Clarence, now living in Edward’s old room, quickly butts heads with the young ghost hunter, and the two eventually develop a rapport: Although he humors Edward’s supernatural interests, he wants to help the boy “make contact with the living.” This involves a magic trick or two, though nothing audiences will recognize from another magician’s tale co-starring Mr. Caine, 2006’s excellent “The Prestige.”
It’s a familiar odd-couple paradigm, yet often, Mr. Crowley has trouble calibrating this parable’s bittersweetness. He largely segregates his humor from his human drama, and the result is an emotional flatness that the film’s very affecting denouement barely overcomes.

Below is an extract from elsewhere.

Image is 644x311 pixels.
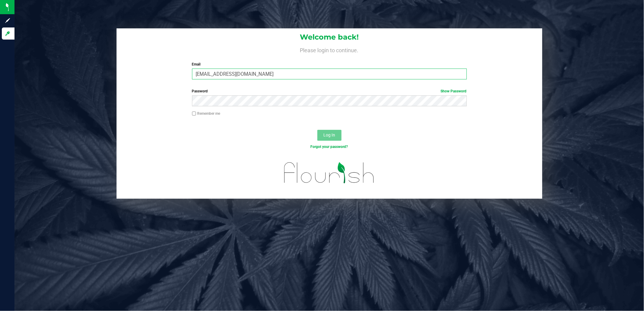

The film’s thematically heavy strands belong to Edward, his parents and Clarence, while the comedy — mostly typical geriatric sight gags — stays in the hands of a retinue of veteran British character actors, like Rosemary Harris, Elizabeth Spriggs and Leslie Phillips. Which, come to think of it, is a useful tonic to Clarence’s world-weariness: Maybe there is something funny about growing old.